New cybersecurity bill, CISPA gets parts of the internet in an uproar

The US legislature is dead and determined to push through some sort of major national cybersecurity bill in some measure. SOPA may have been pushed out by torches and pitchforks, and now there’s CISPA, or the Cybersecurity Intelligence Sharing and Protection Act, which creates an official definition for “cybersecurity threat” that would get the federal government involved.
A “discussion draft” was posted to the committee’s website Friday afternoon. It shows amendments already cleared by the committee as well as those still being debated, and some of the language that caught the ire of the technology community has been altered or is now under debate.
One proposed amendment narrows the category of information shared under CISPA from that about “theft or misappropriate of private or government information, intellectual property, or personally identifiable information” to “efforts to gain unauthorized access to a system or network, including efforts to gain such unauthorized access to steal or misappropriate private or government information.”
The mention of “intellectual property” in the first version of the bill is partially why CISPA piqued the early attention of the technology community, which is standing guard for a legislative resurrection of the much-hated Stop Online Piracy Act (SOPA).
However, the new draft didn’t backtrack from a national security clause which civil liberties groups have warned could result in the intelligence community abusing the bill. The new draft of CISPA would restrict the federal government from affirmatively searching any data shared with it by private firms about cybersecurity threats — unless the purpose for the search is for protecting “national security,” a category seen by some observers as overly broad. It also protects shared information from requests made under the Freedom of Information Act (FOIA).
Additionally, a proposed liability clause protects private firms and the government from lawsuits in relation to “willful misconduct” involving cybersecurity data. Anyone trying to sue a firm or agency on those grounds will have to prove an intention to achieve a “wrongful purpose,” that misconduct was carried out without “legal or factual” justification, and that the harm caused by the action was greater than the benefit.
Some passed amendments state that CISPA won’t require private firms to share cybersecurity threat information with the federal government, the government won’t be able to withhold threat data from private firms that haven’t sent any threat data to the government, and the Inspector General of the intelligence community will be required to submit an annual report to Congress detailing the bill’s impact on civil liberties.
The new draft reflects some of the key points stressed by CISPA’s authors during a conference call with technology journalists and bloggers held earlier this week — namely, that the bill’s intention is to make it easier for companies and the government to share knowledge of cybersecurity threats on a two-way basis and that the authors were listening to opponents of the bill.
Facebook, an advocate of CISPA, released a statement Friday afternoon explaining that the company backs the bill because it allows it to receive information about cyber threats. Kaplan said the company would not use CISPA to share private information about its users to the government.
So my question is… having some sort of cybersecurity plan is going to be essential, but at one point do we let the government reign in the reins of the wild west of the internet to protect the national network infrastructure?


EXERCISE GOAL:
Below are some records. Pull every line that contains the word "between".

TASK DATA:
· · · ·

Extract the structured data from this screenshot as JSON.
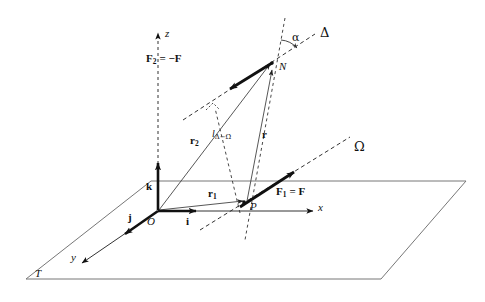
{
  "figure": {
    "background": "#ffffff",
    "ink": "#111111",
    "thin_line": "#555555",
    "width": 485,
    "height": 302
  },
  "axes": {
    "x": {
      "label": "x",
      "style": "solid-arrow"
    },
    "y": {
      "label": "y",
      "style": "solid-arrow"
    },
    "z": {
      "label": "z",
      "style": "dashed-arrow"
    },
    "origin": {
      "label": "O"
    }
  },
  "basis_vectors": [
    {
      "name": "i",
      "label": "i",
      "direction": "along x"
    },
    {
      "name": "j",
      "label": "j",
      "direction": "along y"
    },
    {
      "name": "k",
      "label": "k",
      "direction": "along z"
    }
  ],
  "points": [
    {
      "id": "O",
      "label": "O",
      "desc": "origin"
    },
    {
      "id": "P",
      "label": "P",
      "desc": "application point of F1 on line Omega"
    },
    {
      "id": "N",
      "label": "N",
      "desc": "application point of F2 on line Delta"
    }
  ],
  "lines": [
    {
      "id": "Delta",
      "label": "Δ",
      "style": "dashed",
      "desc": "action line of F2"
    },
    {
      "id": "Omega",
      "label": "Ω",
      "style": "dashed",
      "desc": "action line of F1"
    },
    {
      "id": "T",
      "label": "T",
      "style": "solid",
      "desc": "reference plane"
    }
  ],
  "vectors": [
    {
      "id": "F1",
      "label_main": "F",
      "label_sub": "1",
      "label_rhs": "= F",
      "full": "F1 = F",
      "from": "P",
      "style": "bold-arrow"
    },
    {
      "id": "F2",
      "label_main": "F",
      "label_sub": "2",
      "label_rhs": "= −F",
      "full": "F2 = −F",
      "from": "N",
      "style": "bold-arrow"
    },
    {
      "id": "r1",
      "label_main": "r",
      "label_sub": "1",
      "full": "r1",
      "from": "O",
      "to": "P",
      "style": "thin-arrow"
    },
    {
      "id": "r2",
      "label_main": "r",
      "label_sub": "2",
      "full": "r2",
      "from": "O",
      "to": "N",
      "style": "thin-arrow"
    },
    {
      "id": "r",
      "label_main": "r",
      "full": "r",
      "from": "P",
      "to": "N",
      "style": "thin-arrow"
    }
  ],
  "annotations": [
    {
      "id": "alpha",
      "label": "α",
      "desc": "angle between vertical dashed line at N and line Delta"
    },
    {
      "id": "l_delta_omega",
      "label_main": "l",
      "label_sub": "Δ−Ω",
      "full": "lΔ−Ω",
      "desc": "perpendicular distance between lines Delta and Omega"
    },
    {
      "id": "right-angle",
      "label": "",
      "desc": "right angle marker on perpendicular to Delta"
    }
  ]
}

· · · ·

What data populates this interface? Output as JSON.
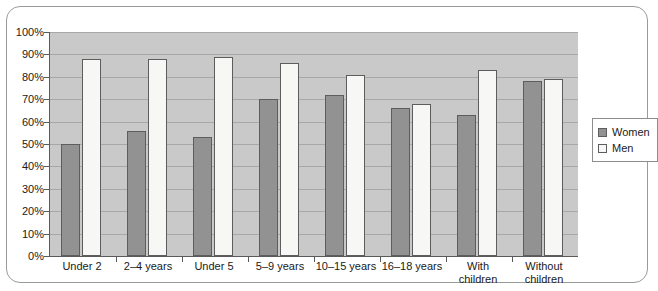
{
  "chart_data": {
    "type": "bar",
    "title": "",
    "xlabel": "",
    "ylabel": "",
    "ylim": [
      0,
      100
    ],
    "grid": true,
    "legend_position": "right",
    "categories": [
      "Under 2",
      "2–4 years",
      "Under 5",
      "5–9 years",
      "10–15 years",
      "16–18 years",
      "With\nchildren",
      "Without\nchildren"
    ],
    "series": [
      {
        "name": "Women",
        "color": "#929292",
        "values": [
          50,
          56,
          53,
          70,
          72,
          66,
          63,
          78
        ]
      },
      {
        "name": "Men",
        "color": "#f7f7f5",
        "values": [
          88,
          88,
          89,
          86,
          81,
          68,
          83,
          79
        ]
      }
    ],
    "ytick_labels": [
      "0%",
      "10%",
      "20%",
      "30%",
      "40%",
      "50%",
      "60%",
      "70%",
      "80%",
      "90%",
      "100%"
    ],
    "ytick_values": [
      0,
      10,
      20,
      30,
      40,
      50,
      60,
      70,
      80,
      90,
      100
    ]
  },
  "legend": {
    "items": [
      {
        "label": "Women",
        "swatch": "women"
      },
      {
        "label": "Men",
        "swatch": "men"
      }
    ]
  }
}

· · · ·

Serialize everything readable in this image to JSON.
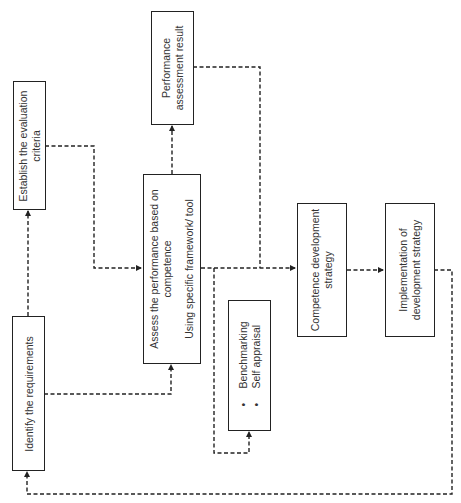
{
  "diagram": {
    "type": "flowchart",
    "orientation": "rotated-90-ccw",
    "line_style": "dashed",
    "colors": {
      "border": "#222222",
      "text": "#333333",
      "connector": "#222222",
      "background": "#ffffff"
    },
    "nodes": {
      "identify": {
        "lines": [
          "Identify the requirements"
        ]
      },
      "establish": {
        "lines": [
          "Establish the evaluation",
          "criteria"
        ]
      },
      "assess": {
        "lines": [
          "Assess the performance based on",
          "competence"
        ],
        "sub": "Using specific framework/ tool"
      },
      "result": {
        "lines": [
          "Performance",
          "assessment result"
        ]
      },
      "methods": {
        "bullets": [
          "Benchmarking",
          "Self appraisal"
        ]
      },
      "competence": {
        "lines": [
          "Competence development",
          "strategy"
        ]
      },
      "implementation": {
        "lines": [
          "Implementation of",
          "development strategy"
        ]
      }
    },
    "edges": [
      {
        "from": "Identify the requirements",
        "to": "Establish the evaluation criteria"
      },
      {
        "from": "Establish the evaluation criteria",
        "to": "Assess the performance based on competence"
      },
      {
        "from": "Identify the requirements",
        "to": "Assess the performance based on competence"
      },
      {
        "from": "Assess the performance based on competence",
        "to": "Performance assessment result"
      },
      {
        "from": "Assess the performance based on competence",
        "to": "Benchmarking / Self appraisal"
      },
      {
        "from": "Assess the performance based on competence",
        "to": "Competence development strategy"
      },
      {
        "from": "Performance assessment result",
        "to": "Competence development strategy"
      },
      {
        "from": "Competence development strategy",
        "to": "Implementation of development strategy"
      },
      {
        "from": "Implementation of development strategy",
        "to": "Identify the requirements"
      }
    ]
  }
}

· · · ·

SOLUTION FOR THIS EXERCISE:
      "desc": "angle between vertical dashed line at N and line Delta"
      "desc": "perpendicular distance between lines Delta and Omega"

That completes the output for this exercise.